Let’s compare performance with a real-world example:
import pandas as pd
import polars as pl
import numpy as np
import time
# Generate a large dataset (10M rows)
N = 10_000_000
data = {
'id': np.random.randint(1, 1000000, size=N),
'value1': np.random.random(N),
'value2': np.random.random(N),
'category': np.random.choice(['A', 'B', 'C', 'D'], size=N)
}
# Create dataframes
df_pandas = pd.DataFrame(data)
df_polars = pl.DataFrame(data)
# Benchmark 1: Group by and aggregate
print("Group by and aggregate:")
start = time.time()
result_pandas = df_pandas.groupby('category').agg({
'value1': 'mean',
'value2': 'sum',
'id': 'count'
}).reset_index()
pandas_time = time.time() - start
print(f"Pandas: {pandas_time:.3f} seconds")
start = time.time()
result_polars = df_polars.group_by('category').agg([
pl.col('value1').mean(),
pl.col('value2').sum(),
pl.col('id').count()
])
polars_time = time.time() - start
print(f"Polars: {polars_time:.3f} seconds")
print(f"Speedup: {pandas_time / polars_time:.1f}x")

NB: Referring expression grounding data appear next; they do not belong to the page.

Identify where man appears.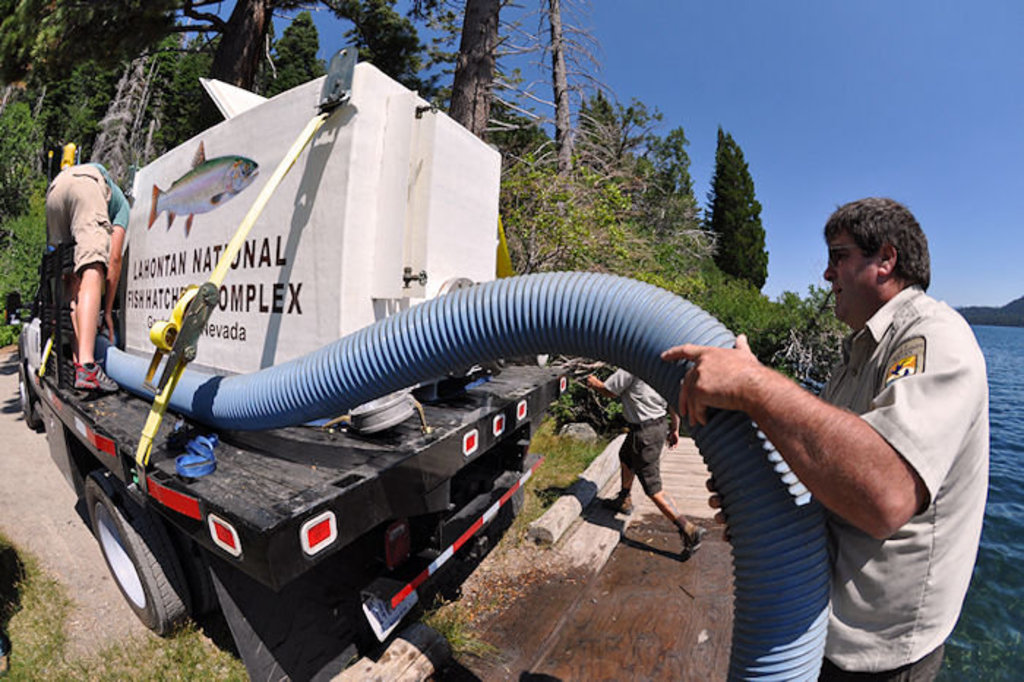
Appears at {"x1": 35, "y1": 162, "x2": 126, "y2": 389}.
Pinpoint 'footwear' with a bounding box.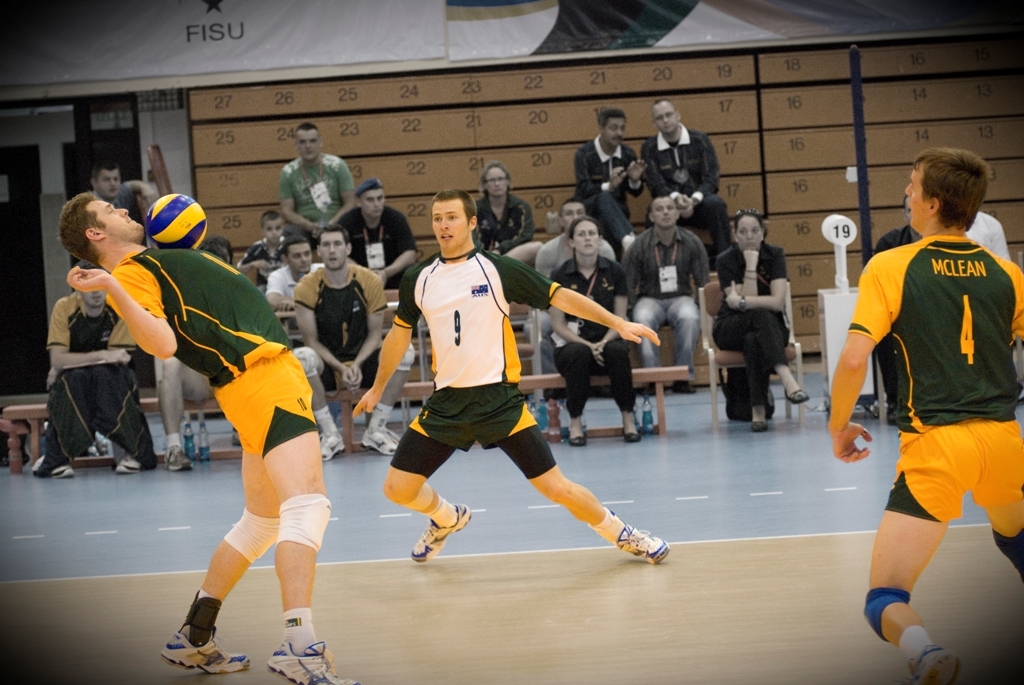
<box>622,424,642,442</box>.
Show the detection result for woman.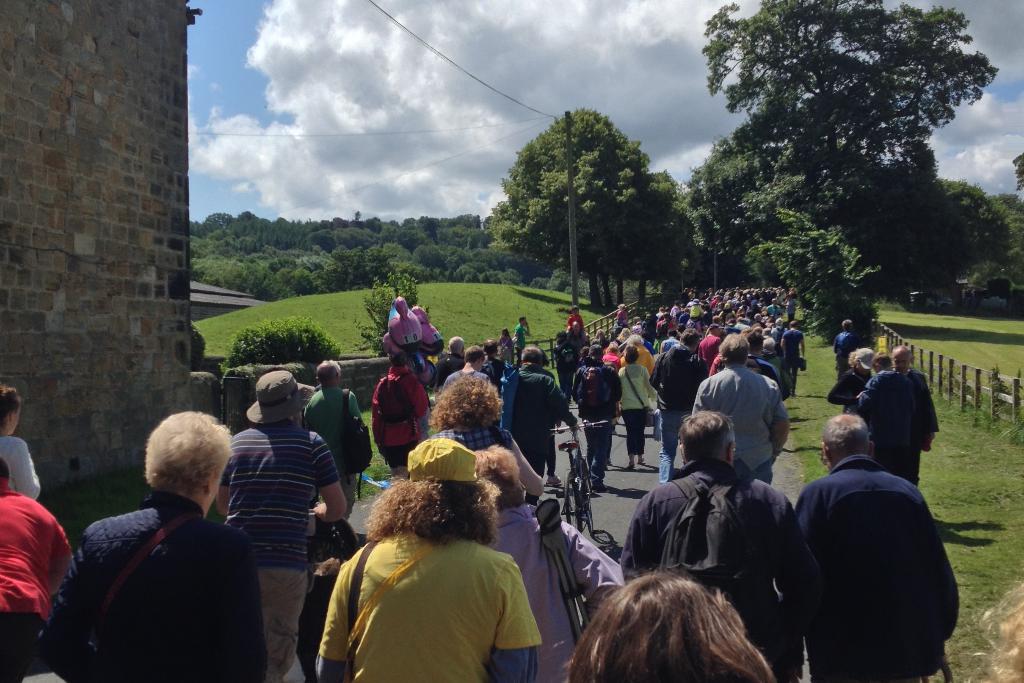
Rect(826, 347, 879, 418).
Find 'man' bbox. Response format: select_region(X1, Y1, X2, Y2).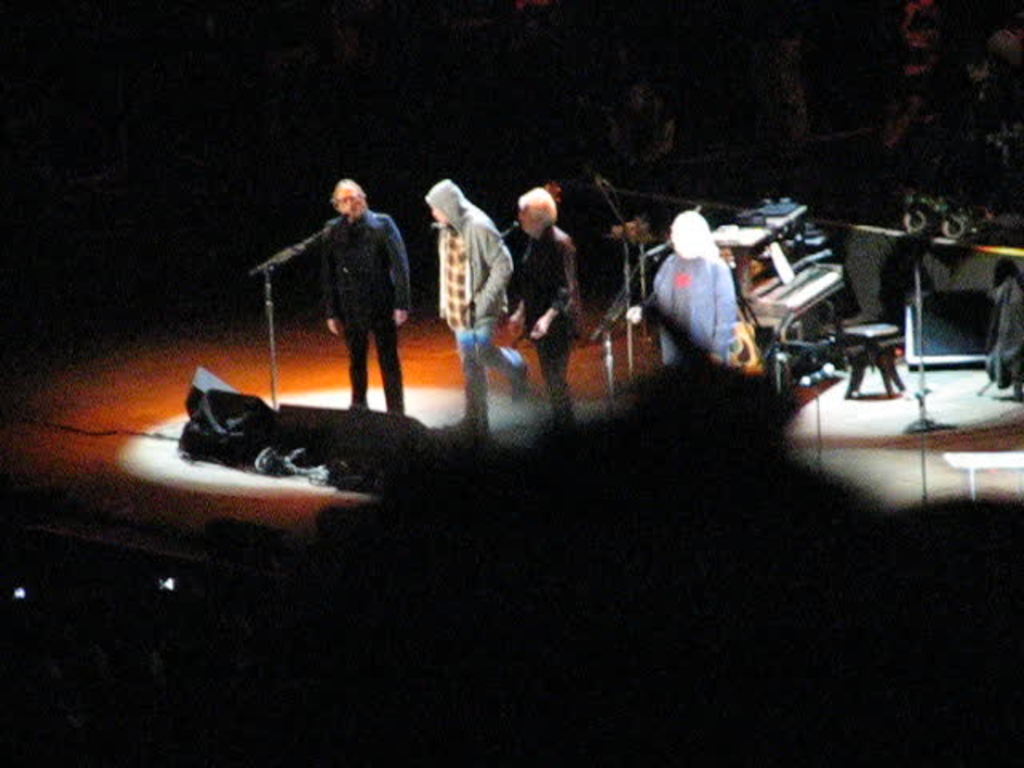
select_region(317, 178, 411, 421).
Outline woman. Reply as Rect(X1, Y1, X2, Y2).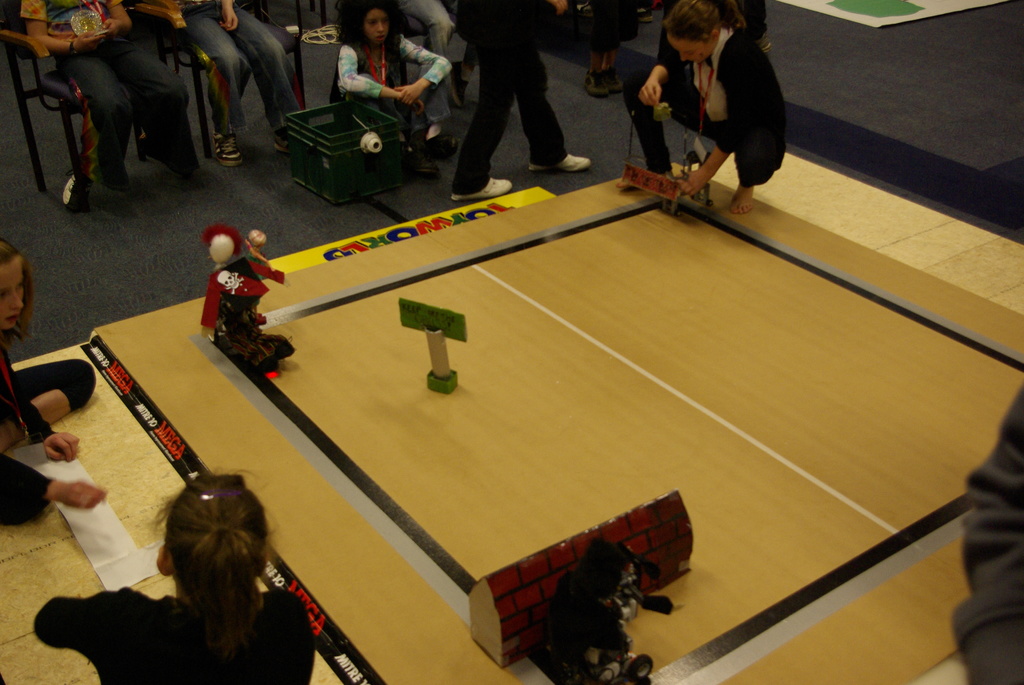
Rect(333, 0, 452, 179).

# Benchmark 2: Filter, join, and transform
print("\nFilter, join, and transform:")
# Additional smaller dataset for joining
join_data = {
'category': ['A', 'B', 'C', 'D'],
'multiplier': [1.5, 2.0, 0.8, 1.2]
}
join_df_pandas = pd.DataFrame(join_data)
join_df_polars = pl.DataFrame(join_data)
start = time.time()
result_pandas = (df_pandas[df_pandas['value1'] > 0.5]
.merge(join_df_pandas, on='category')
.assign(new_value=lambda x: x['value1'] * x['multiplier'])
.sort_values('new_value', ascending=False)
.head(1000))
pandas_time = time.time() - start
print(f"Pandas: {pandas_time:.3f} seconds")
start = time.time()
result_polars = (df_polars
.filter(pl.col('value1') > 0.5)
.join(join_df_polars, on='category')
.with_column(pl.col('value1') * pl.col('multiplier').alias('new_value'))
.sort('new_value', descending=True)
.limit(1000))
polars_time = time.time() - start
print(f"Polars: {polars_time:.3f} seconds")
print(f"Speedup: {pandas_time / polars_time:.1f}x")
Typical results on my system:
Group by and aggregate:
Pandas: 1.247 seconds
Polars: 0.189 seconds
Speedup: 6.6x
Filter, join, and transform:
Pandas: 2.983 seconds
Polars: 0.324 seconds
Speedup: 9.2x
Converting Pandas pipelines to Polars typically results in dramatic performance improvements, often reducing processing times by an order of magnitude.
import polars as pl
(pl.scan_csv("huge_dataset.csv")
.filter(pl.col("value") > 100)
.groupby("category")
.agg(pl.sum("amount"))
.sort("amount", descending=True)
.collect())
This sort of expressiveness combined with raw speed makes Polars my go-to for any serious data manipulation task.
Final Thoughts
The Python ecosystem is constantly evolving, and what works best today might be replaced tomorrow. That’s actually one of the things I love about this community—there’s always someone building something better.
But right now, this combination of tools—Ruff, UV, FastAPI, PyTorch, Numba, JAX, and Polars—forms the backbone of my productive Python workflow. They’re not necessarily the flashiest or newest tools, but they’re the ones that consistently deliver results and keep me sane.